Hey Donna, see how well I’m doing with acceptance over here? 😅😅😅
I chuckled at your “praise the board”!
Lots of folks in a funk atm… I read some of the other comments about grief and acceptance. I’m kinda in denial… if being numb and ignoring social media is denial. Of course, I’m dealing with a different grief, so that’s kinda understandable.
I’ve been reading your posts about recovering from the hurricanes. Yikes. You have enough to worry about.
I’ve turned off my subscription to the WP, but I still get a headline here and there and it just upsets me so much. I’m not sure if I’ve moved out of the shock phase yet. As Tamara says, just wait till those workers who are in the fields picking our food, in the factory farms, killing our chickens, cows, etc. are deported and the price of food sky rockets. what white male/ female is going to head out to the Salinas Valley and work in 100 degree weather? It’s horrifying to me the people he’s picking( yes a few of those snippets have come through. i want to get to the place of being done with it but I think it’s going to get a lot worse before it gets better. Honestly, if I had money, I’d be leaving the US.
I’ve been reading way less news, too, but those headlines will get you every time.
Although I’ve talked about leaving, I’m not going anywhere. I mean, look at New Zealand. Everyone’s liberal darling until it wasn’t. The turn to the right is all over. About the only benefit of being in a different country is that it would be easier to stick your head in the sand. There used to be an expression in the military called ROAD — retired on active duty. Basically you check out mentally and emotionally while you’re still on the job. Perhaps some lessons to be learned.

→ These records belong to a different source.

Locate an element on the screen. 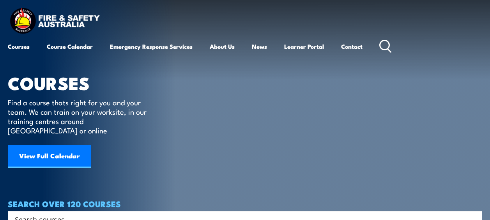 Image resolution: width=490 pixels, height=220 pixels. p: Find a course thats right for you and your team. We can train on your worksite, in our training c... is located at coordinates (79, 116). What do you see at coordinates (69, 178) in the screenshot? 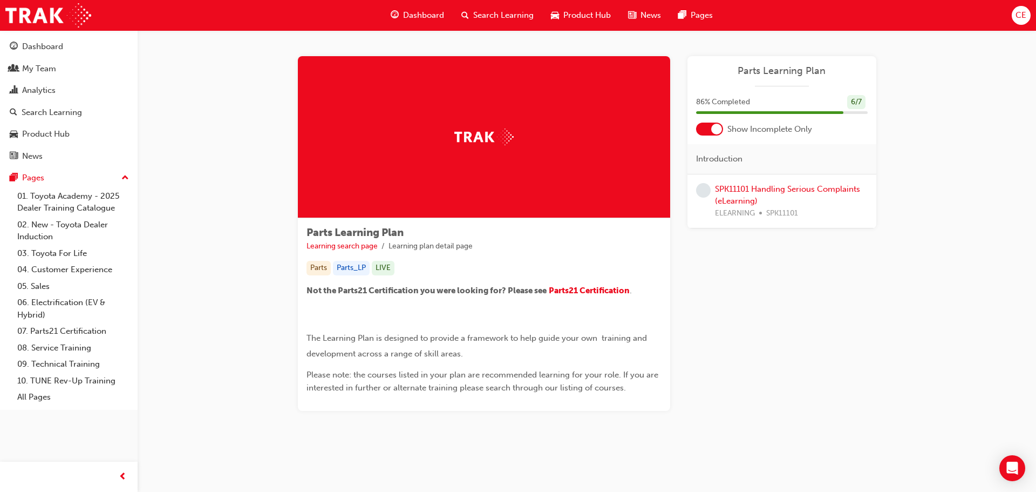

I am in the same boat about the election. I am staying mostly closeted inside my house since a traumatic encounter with my favorite handyman, rendering me unwilling to chance further encoutners with humans outside. Every day I decide to go out, and then it’s evening and I haven’t done it. The weather is on my side, as it is our first cold snap, with even a bit of snow. Hoping to venture to my favorite place for lunch tomorrow. We’ll see.
Nina
We have a neighbor who poses the same risk. He has a second home and is rarely here, but we fear the next encounter. Lunch is good! Go!
I agree with all of you regarding acknowledging what we are feeling regarding the election. For all of you who are feeling stuck, I would recommend learning to embrace radical acceptance. Please Google the term if you aren’t familiar with it. If we allow our negative thoughts to ruminate on those things we have no control of, we will only inflict pain and suffering on our emotional and physical health. I’m choosing to focus on simple pleasures i.e. warm cosy slippers, planning enjoyable activities, and all things that bring beauty into my everyday. Yay for art!
Thank you for sharing this. This is really important, and you are so right. I’m in.
The only thing I’m going to say is that I really want a piece of that pizza!
It’s so good. We copied it from a place in (believe it or not) Columbia, SC.